The trouble with this ubiquitous argument is that it is a cost-benefit argument that simply ignores one of the major costs, that of changing the design later. Yet that cost can easily be as high or higher than the cost of building the original system.
Treating this sort of design change as an optimization problem (i.e., we'll measure and fix the bottlenecks later) is a category error. There are many OO systems that simply can't be refactored to solve the problems the OP is talking about.
Does this turn out to matter? Sometimes yes, sometimes no. Is there any way to measure it in advance? I doubt it. But that means there's no real cost-benefit argument here at all, only gut-feeling judgment and confirmation bias.
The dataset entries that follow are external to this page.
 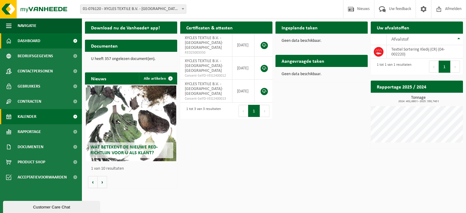 What do you see at coordinates (393, 67) in the screenshot?
I see `div: 1 tot 1 van 1 resultaten` at bounding box center [393, 67].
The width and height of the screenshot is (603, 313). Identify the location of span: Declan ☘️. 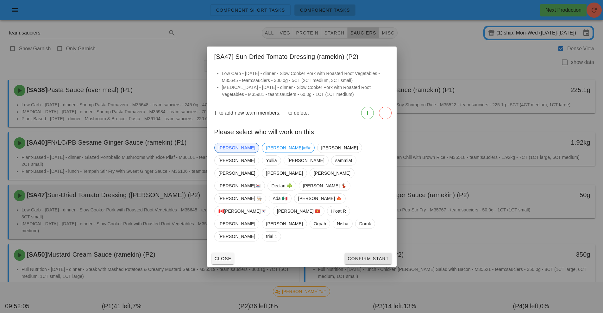
(281, 186).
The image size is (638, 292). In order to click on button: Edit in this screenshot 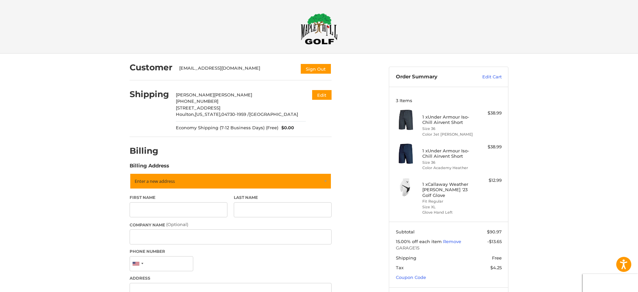, I will do `click(322, 95)`.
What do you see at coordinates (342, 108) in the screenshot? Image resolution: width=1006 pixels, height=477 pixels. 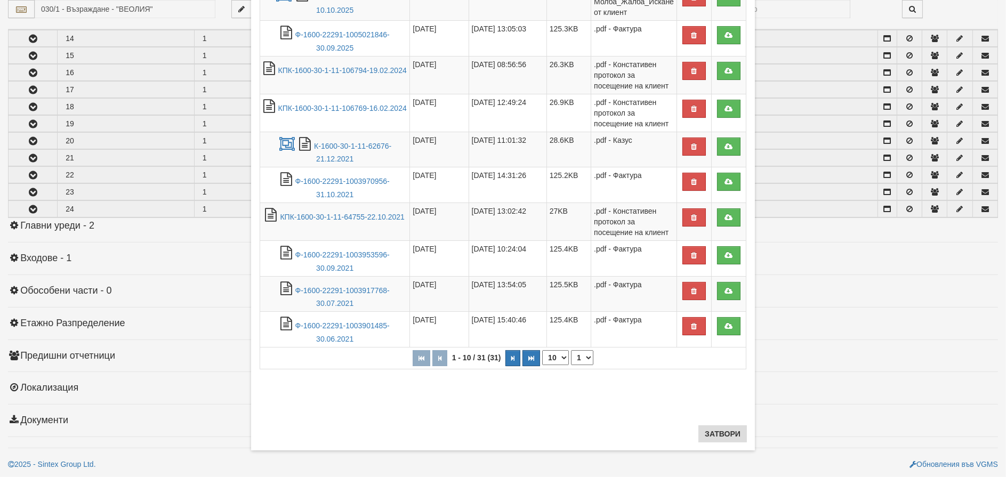 I see `a: КПК-1600-30-1-11-106769-16.02.2024` at bounding box center [342, 108].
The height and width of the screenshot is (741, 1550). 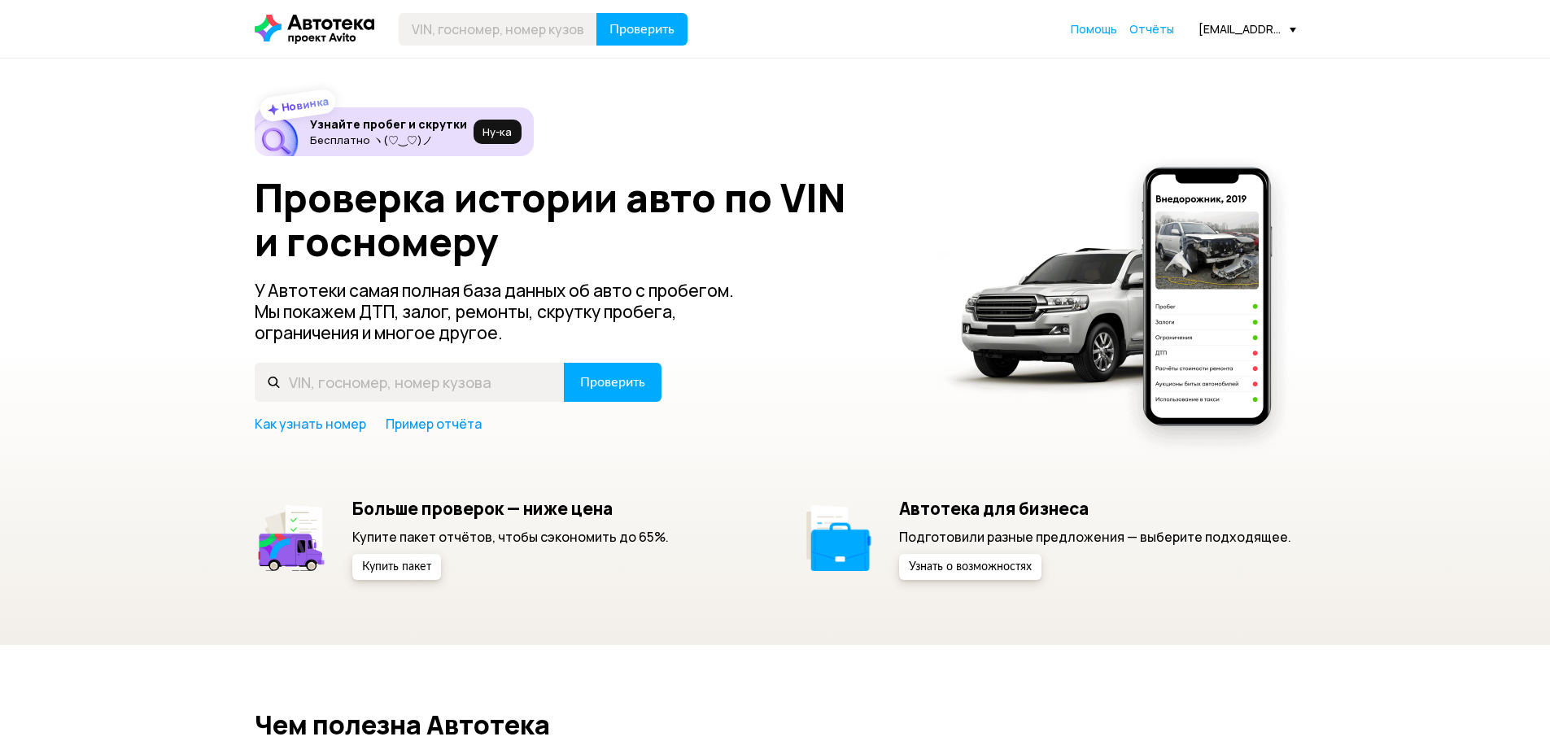 I want to click on button: Узнать о возможностях, so click(x=970, y=567).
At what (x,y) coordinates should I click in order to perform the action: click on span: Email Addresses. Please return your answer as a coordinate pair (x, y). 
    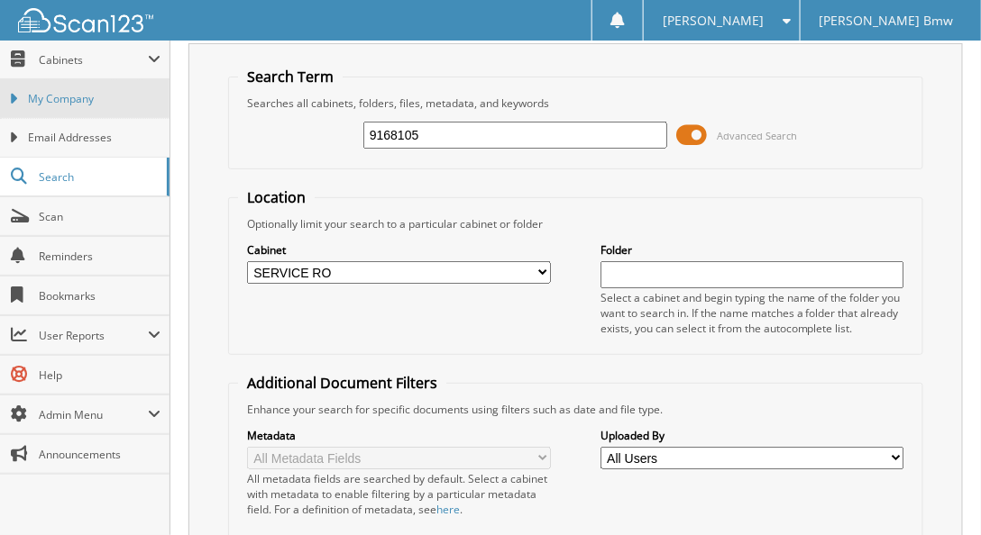
    Looking at the image, I should click on (94, 138).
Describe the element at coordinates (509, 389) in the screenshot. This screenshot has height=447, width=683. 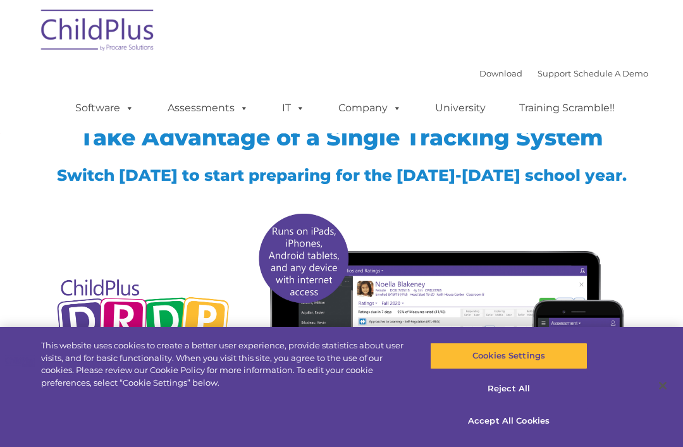
I see `button: Reject All` at that location.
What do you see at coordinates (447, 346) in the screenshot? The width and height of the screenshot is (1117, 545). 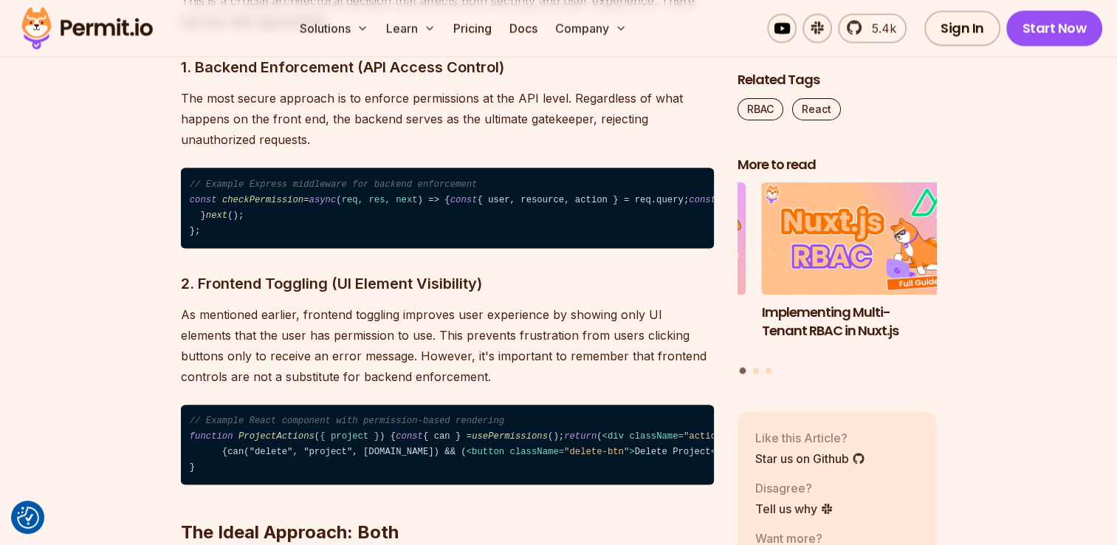 I see `p: As mentioned earlier, frontend toggling improves user experience by showing only UI elements that...` at bounding box center [447, 346].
You should definitely weigh the cost of doing the extra work now versus doing it later. In profitable, stable ventures, time now and time later have similar costs. However, in new projects, time now is dramatically more expensive than time later.
Can you give an example of an OO system that can't be refactored to a data-driven system later? I ask because I've made very similar changes to Cal3D, converting overly-object-oriented code to memory-efficient data transformations and, thanks to unit tests, it wasn't hard at all.
Can you give an example of an OO system that can't be refactored to a data-driven system later?
The systems I was thinking of are ones I've worked on or consulted on. Mainly, they were just big and hard to change. The OO aspects didn't help, mainly because of their tendency to object-graph spaghetti.
There was an inaccuracy in what I said (mainly for brevity). It's not true that you can't refactor such systems to solve their design problems. Technically, you can refactor anything into anything. What I mean by "can't be refactored" is "can't be refactored at a cost less than writing a whole new program". Even then, that's too strong, since you can't prove that. So strictly speaking I should have said "There are many OO systems where nobody who works on them can think of a way to refactor them to solve the problems the OP is talking about in a way that is easier than just rewriting the program." :)
I agree that test coverage makes this easier, although it also adds a maintenance burden.
Treating this sort of design change as an optimization problem (i.e., we'll measure and fix the bottlenecks later) is a category error. There are many OO systems that simply can't be refactored to solve the problems the OP is talking about.
Does this turn out to matter? Sometimes yes, sometimes no. Is there any way to measure it in advance? I doubt it. But that means there's no real cost-benefit argument here at all, only gut-feeling judgment and confirmation bias.